Perhaps unsurprisingly, though, recent years have posed more of a challenge for Unfiltered Wheat. The American pale wheat style, like so many other easily approachable former brewpub staples, has been reduced in visibility as drinkers have gravitated toward more bombastic (and typically less balanced) flavors, especially within the ever-evolving confines of American IPA. Today, Unfiltered Wheat still makes up a third of Boulevard’s overall volume and a quarter of its revenue, but volume losses in recent years make it safe to say that the brand has really needed a shot in the arm, as Boulevard has experienced the same difficulties also felt by other large, regional breweries such as Boston Beer Co., Great Lakes or New Belgium. Boulevard, in response, has looked to new marketing partnerships for the beer to rekindle interest, signing a deal with budding star MLB player Whit Merrifield (the Royals, naturally) to promote Unfiltered Wheat, as well as a series of TV ads. It’s a more proactive sales approach toward a product that could probably once have been said to “sell itself,” but also an indication of how much harder it’s gotten out there to move classic American beer styles in 2019-2020, especially when you’re competing against 8,000 other American breweries.

With all that said, let’s re-taste some Boulevard Unfiltered Wheat.


Tasting: Boulevard Unfiltered Wheat

First, let’s revisit how Boulevard describes this particular beer: “Unfiltered Wheat Beer is a lively, refreshing ale with a natural citrusy flavor and distinctive cloudy appearance. This easy drinking American-style wheat beer has become our most popular offering, and the best-selling craft beer in the Midwest.”

One can’t help but wonder if “best-selling craft beer in the Midwest” is still accurate after a few years of volume declines, and the continued growth of IPA, but the rest of the description is dead on. This series of flagship re-appraisals really won’t be featuring many beers that are distinctively hazy, for obvious reasons, but Unfiltered Wheat is an exception to that rule, looking more or less like a modern hazy IPA or pale ale in the glass. One might even say that these types of beers ultimately helped modern IPA overcome the hurdle of strangeness they initially faced for being opaque.

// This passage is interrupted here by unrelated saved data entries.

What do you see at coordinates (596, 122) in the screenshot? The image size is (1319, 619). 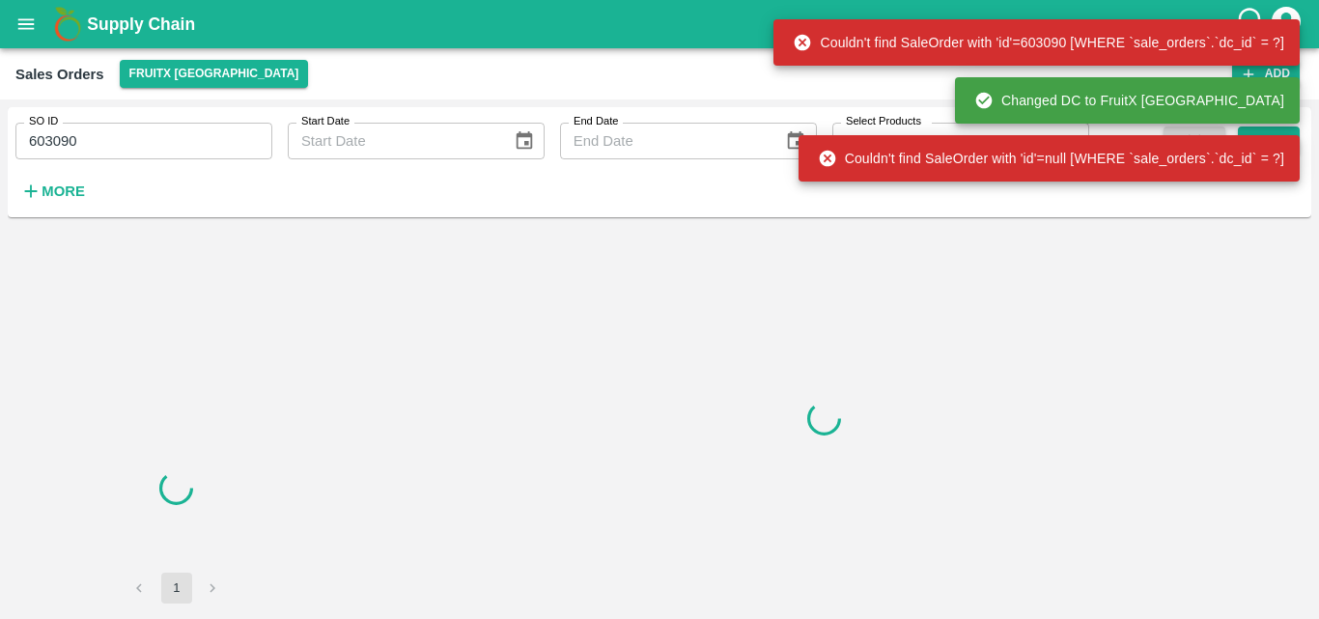 I see `label: End Date` at bounding box center [596, 122].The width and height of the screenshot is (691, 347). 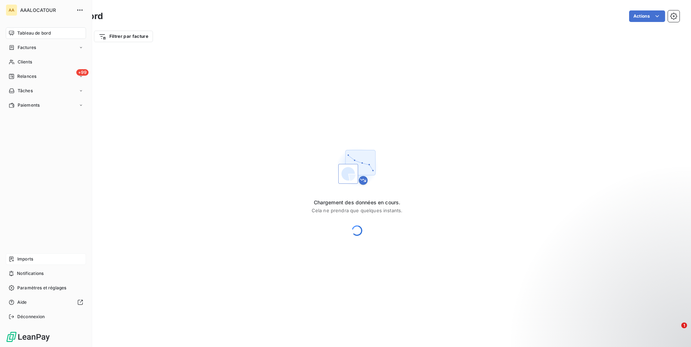 I want to click on span: AAALOCATOUR, so click(x=46, y=10).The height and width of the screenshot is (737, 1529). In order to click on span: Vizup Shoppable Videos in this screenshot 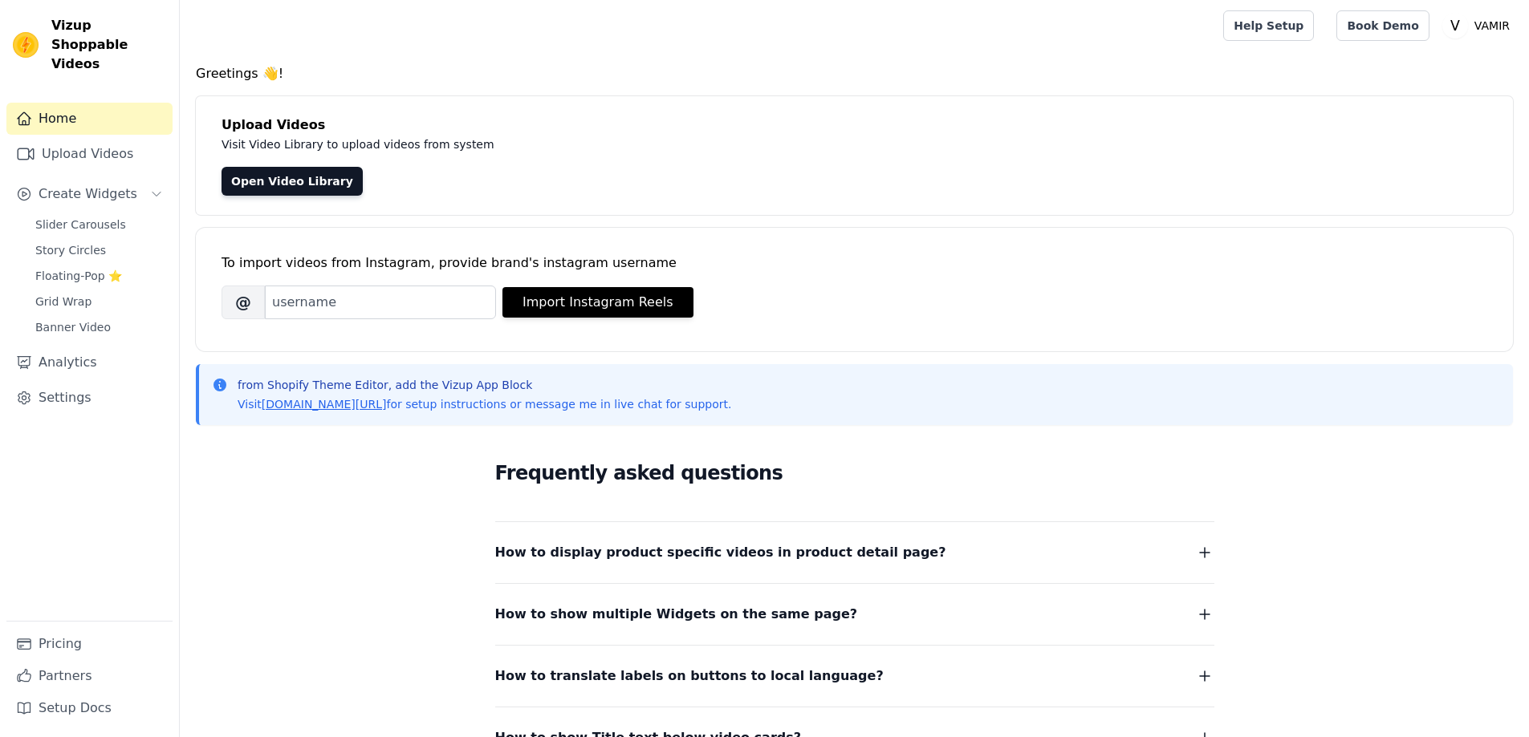, I will do `click(108, 45)`.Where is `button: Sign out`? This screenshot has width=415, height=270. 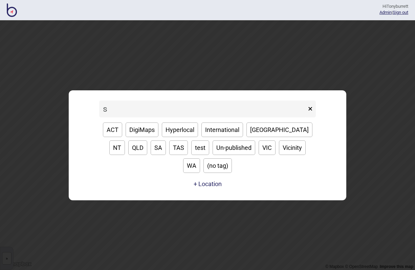 button: Sign out is located at coordinates (400, 12).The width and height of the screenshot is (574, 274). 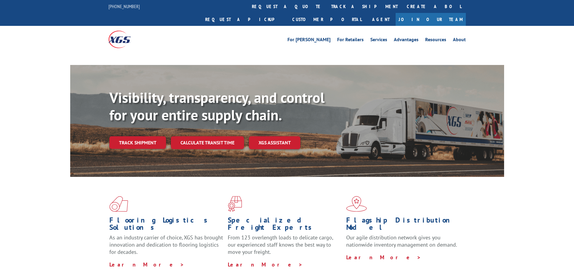 I want to click on a: Calculate transit time, so click(x=207, y=143).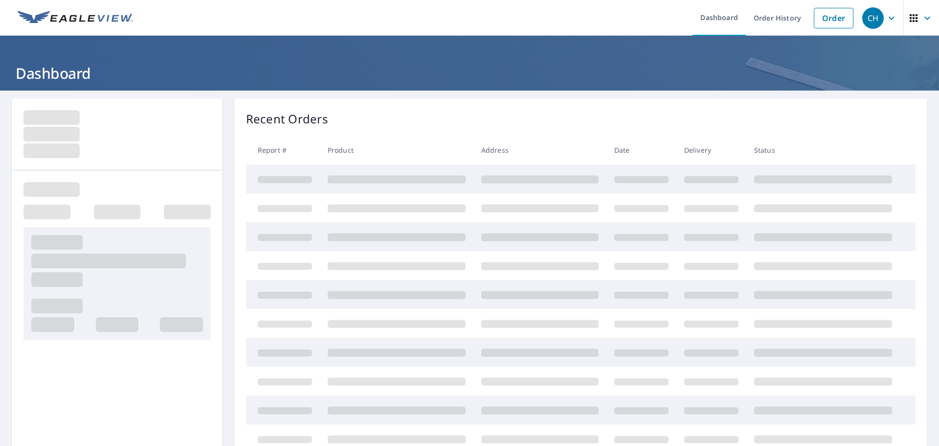 The height and width of the screenshot is (446, 939). What do you see at coordinates (397, 150) in the screenshot?
I see `th: Product` at bounding box center [397, 150].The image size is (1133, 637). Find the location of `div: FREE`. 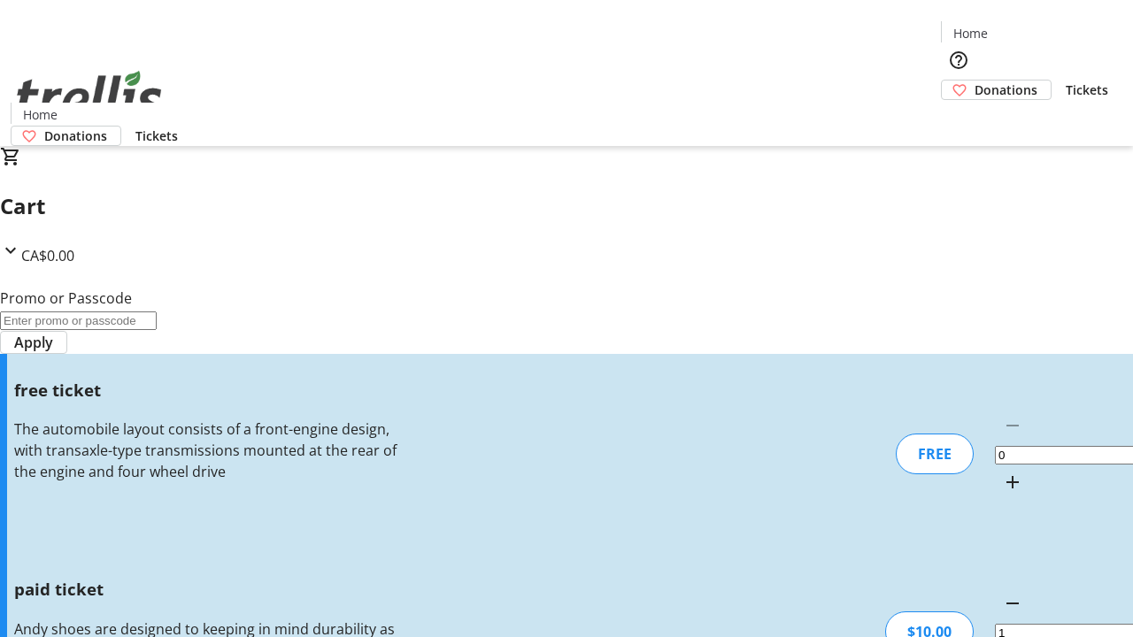

div: FREE is located at coordinates (935, 454). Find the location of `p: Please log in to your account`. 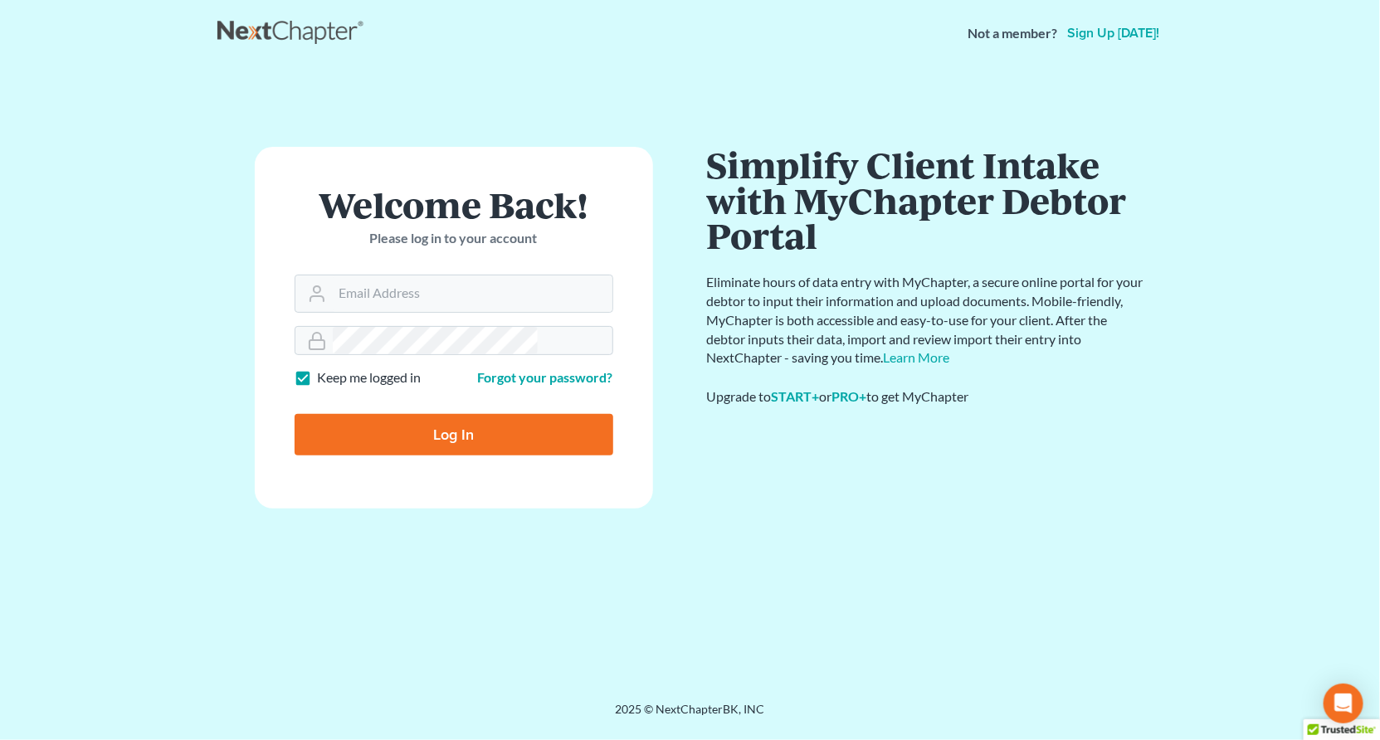

p: Please log in to your account is located at coordinates (454, 238).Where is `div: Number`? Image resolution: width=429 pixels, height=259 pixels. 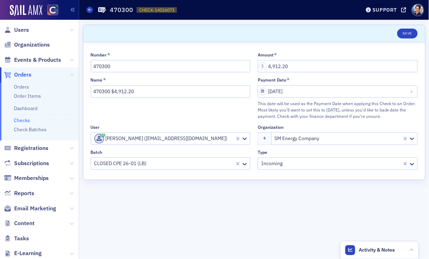 div: Number is located at coordinates (99, 55).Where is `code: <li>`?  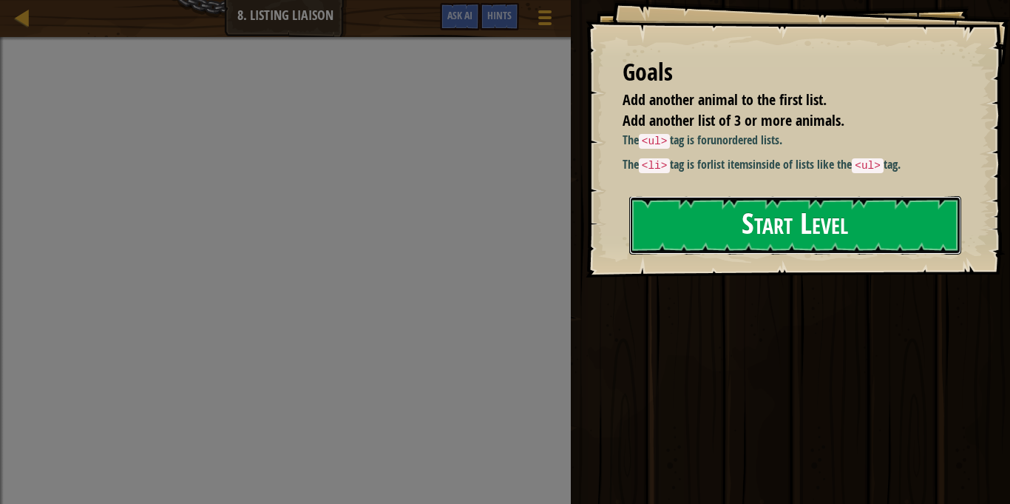 code: <li> is located at coordinates (654, 166).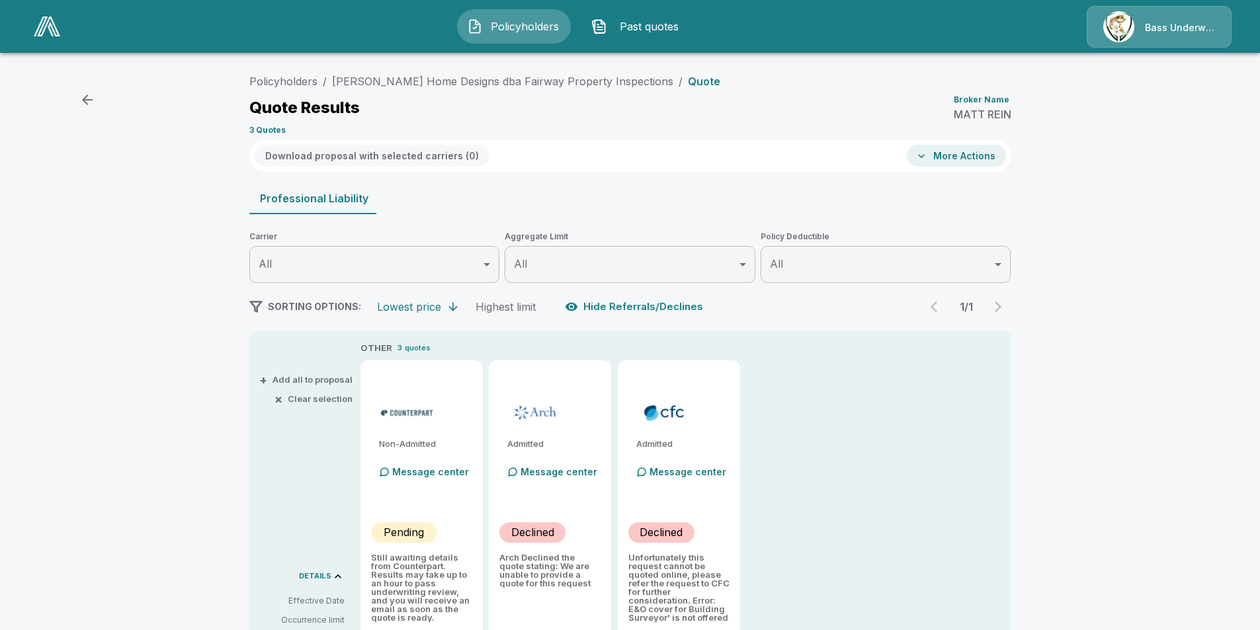 The image size is (1260, 630). What do you see at coordinates (485, 81) in the screenshot?
I see `nav: breadcrumb` at bounding box center [485, 81].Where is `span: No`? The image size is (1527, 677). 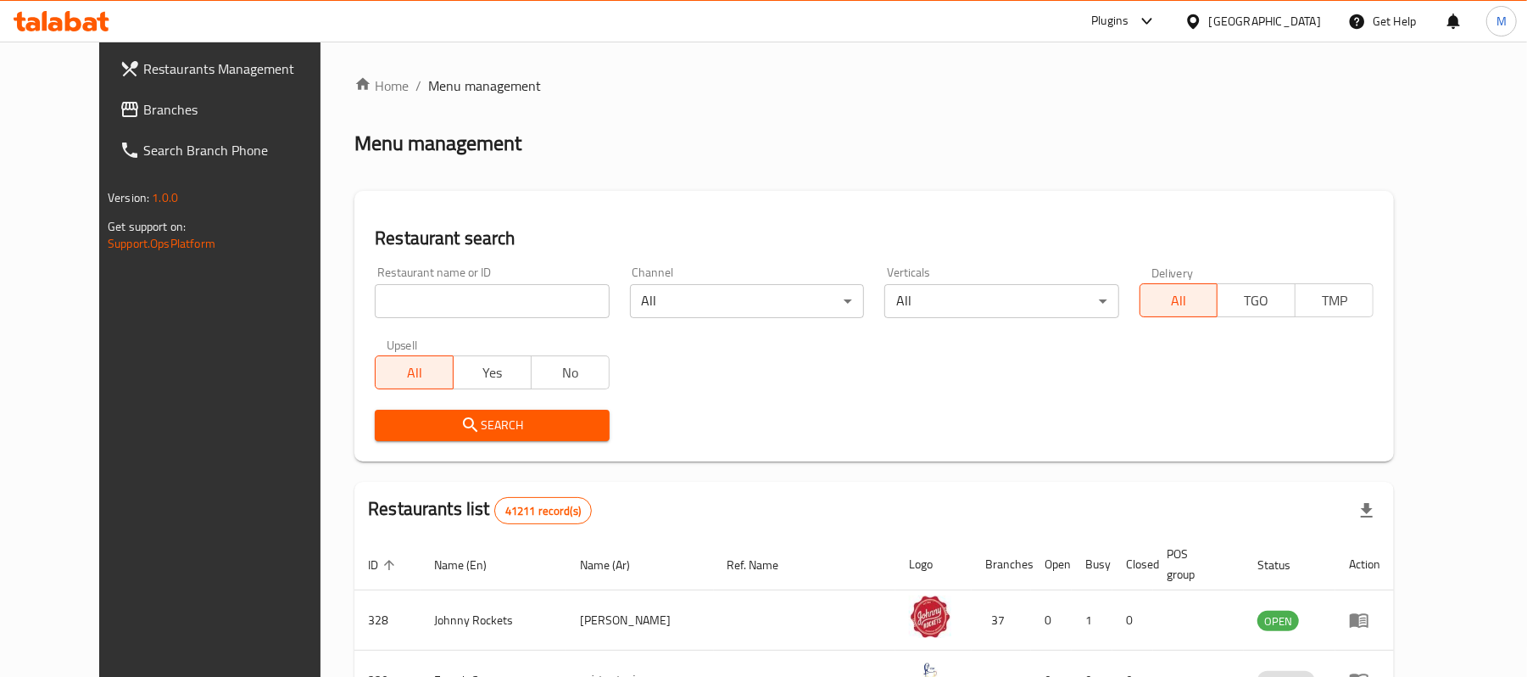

On the nose, Unfiltered Wheat is distinctly grainy and bready first and foremost, with a moderately “doughy” quality and hints of lemon citrus and a sweetness that evokes a little bit of vanilla. Although they’re not really a hallmark of the style, I’m also getting a bit of fruity esters, including perhaps just a hint of the banana you’d expect to pick up in any classic hefeweizen, although obviously nowhere near so pronounced as it would be in a German wheat ale.

On the palate, this feels like one of the few times I could condone someone calling a beer “rustic,” as Unfiltered Wheat calls to mind rural/farmlike impressions, like chewing on a strand of wheat. Grainy and bready flavors and mild residual sweetness give way to lemon citrus and vanilla once again, with a bit more ephemeral fruitiness that reminds me slightly of pear, finishing with a bit of anise-like spice. Bitterness is pretty much absent—unlike American pale ales of the day, these beers weren’t really meant to carry a bitter edge, unless they were “hoppy wheats” in the mold of Three Floyds Gumballhead. Boulevard Unfiltered Wheat is much closer to the platonic ideal of American pale wheat ale that was seen in almost every brewpub of the era—a characterful but easy to drink pint that thrives on the inherent flavors of its base malt, and a natural companion to pub grub.

It remains to be seen whether things like TV ads and MLB partnerships can help nudge drinkers back in the direction of more subtle and balanced beers like Unfiltered Wheat, but the product (now in cans!) is as steady and reliable as ever.